Into the Dark Places
Merrick was used to the silence of cities. His trade routes south passed by several abandoned places, where vines wound up through sidewalks and ivy shrouded over crumbling ruins. He had never grown up hearing the constant roar of traffic, or the wailing of sirens, or the thunder of planes flying overhead, so he didn’t miss it. The silence in the dead city, however, unnerved even him. There were no sounds of birds, or the skittering of small animals, or even the faint whine of annoying insects. There were no vines crawling up buildings either. It was all concrete smashed into rubble, as far as he and Margaret could see.
She didn’t seem to much care, at first. She marched straight forward, down the buckled streets, towards one of the few buildings still standing. Merrick, seeing the slope of the domed roof, wondered if it had been some sort of temple. He ventured this suggestion to Margaret. “No,” she said shortly. “Not nearly that. It was where the politicians met.”
“The….”
Margaret sighed. “You know our camp meetings? Where we decide things? People met here to decide things for the whole land roundabouts. That was the idea. It didn’t always work. But they tried.”
The doors hung open, gaping like open wounds. They crept cautiously through the dark corridors, into the depths of the building. Merrick lit a torch as they got further inside, beyond the reach of the sunlight. Finally, Margaret stopped at a metal door that wouldn’t open to her. She waved Merrick back, then raised her hands. The door dissolved in a blast of golden light.
They advanced into a room cluttered with crates and workbenches. In the corner was what Merrick initially assumed was a larger metal crate. He would have compared it to a phone booth, had he been at all familiar with the concept. Phones had died out a long time before.
Margaret pulled on one side, and a door creaked open. “This,” she said, “is something else we tried. It’s a time machine.”
“A what?”
“It lets you go back in time, and change it.”
“How?” Merrick asked.
Margaret shrugged. “I asked the man who built it. Tachyon slip-streams, parallel realities, multiverses, take your pick. I could give you a lecture on the theory, but trust me, it works. I watched the Battle of Fort McHenry from the deck of a British ship. Tasted gunpowder. Saw the flag. It works.”
Merrick, naturally, was unfamiliar with that historical episode. Stockpiling resources to last through the winter, and the spring storms, took up more time than he could afford to spend studying battles of a vanished country. He gave a noncommittal shrug. “So, you go back-”
“Not me. You.”
Merrick blinked. “Me?”
“The thing runs on atomic power. I’ve got to fire it up. That means you get to go back.”
Others in his position would’ve protested. Merrick was a person of stolid duty. “Fine. What do I do?”
“It’s simple,” Margaret said. “I’m going to send you back to the point when I destroyed the world. You’ve just got to stop me doing it.”
“Ma’am,” Merrick said respectfully, “You melted a solid metal door a moment ago. How do I-”
“Well, I suppose you could try patient diplomatic reasoning,” Margaret suggested. “Or you could just hit me over the head with a stick. Whichever works.”
“Fine,” Merrick said again. “Might as well get to it, then.”
At Margaret’s direction, he stepped into the metal box. The door creaked shut beyond him. Margaret did something outside, and there was a flash. A panel lit up before Merrick, and on that panel a large red button glowed dimly. Merrick sighed, wondered what he had gotten himself into, and pushed it. He didn’t pause to reflect on the metaphysical ramifications of what he was doing. He probably should have done.
This story is part of the Megverse, my experiment with dystopia and the hero’s journey.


◆ Assignment ◆
Look at the data below and print exactly the lines from its first line through the line with "pyautogui.click(x=<x>, y=<y>)"; the pictures stay out of the copy.

◆ Recorded data ◆

BEGIN

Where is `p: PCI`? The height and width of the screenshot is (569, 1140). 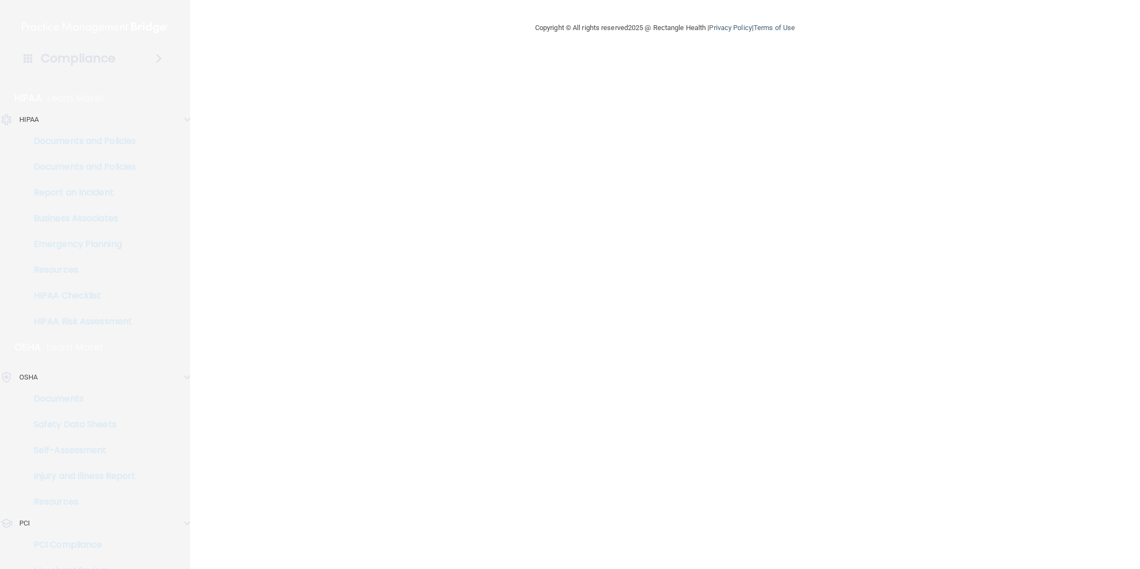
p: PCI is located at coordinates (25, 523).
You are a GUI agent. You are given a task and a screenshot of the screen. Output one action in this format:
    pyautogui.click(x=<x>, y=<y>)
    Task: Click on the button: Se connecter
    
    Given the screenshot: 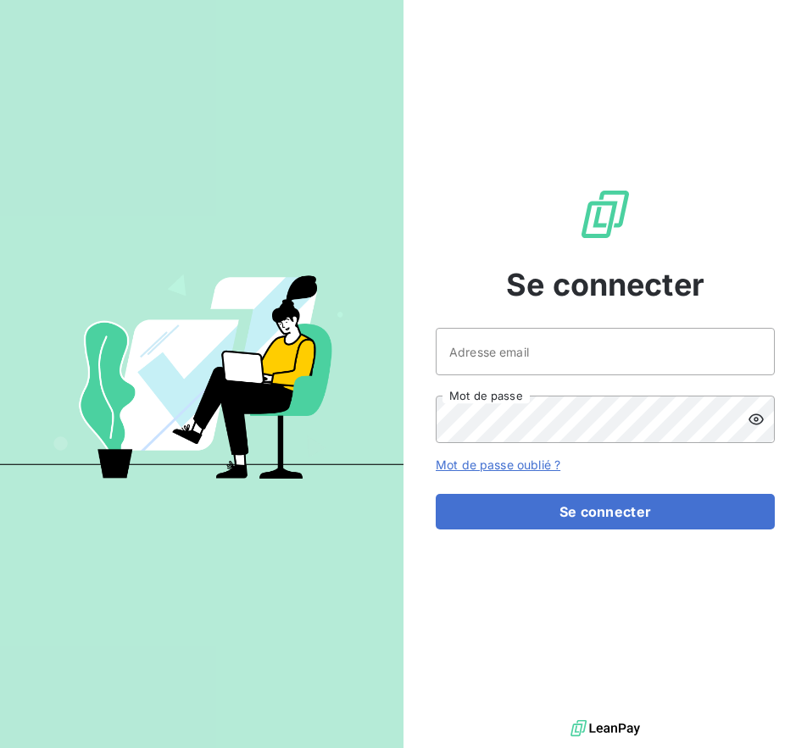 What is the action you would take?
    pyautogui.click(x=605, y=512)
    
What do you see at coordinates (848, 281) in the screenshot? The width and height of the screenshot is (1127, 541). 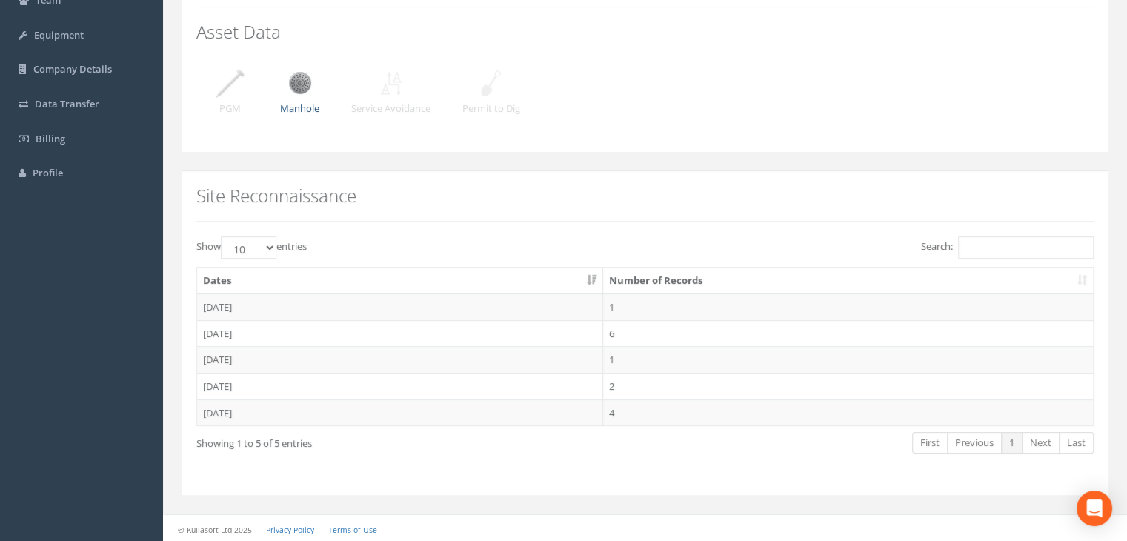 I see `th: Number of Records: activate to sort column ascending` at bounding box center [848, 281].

END

◆ Task answer ◆
Where is `p: PCI`? The height and width of the screenshot is (569, 1140). 
p: PCI is located at coordinates (25, 523).
You are a GUI agent. You are given a task and a screenshot of the screen. Output one action in this format:
    pyautogui.click(x=<x>, y=<y>)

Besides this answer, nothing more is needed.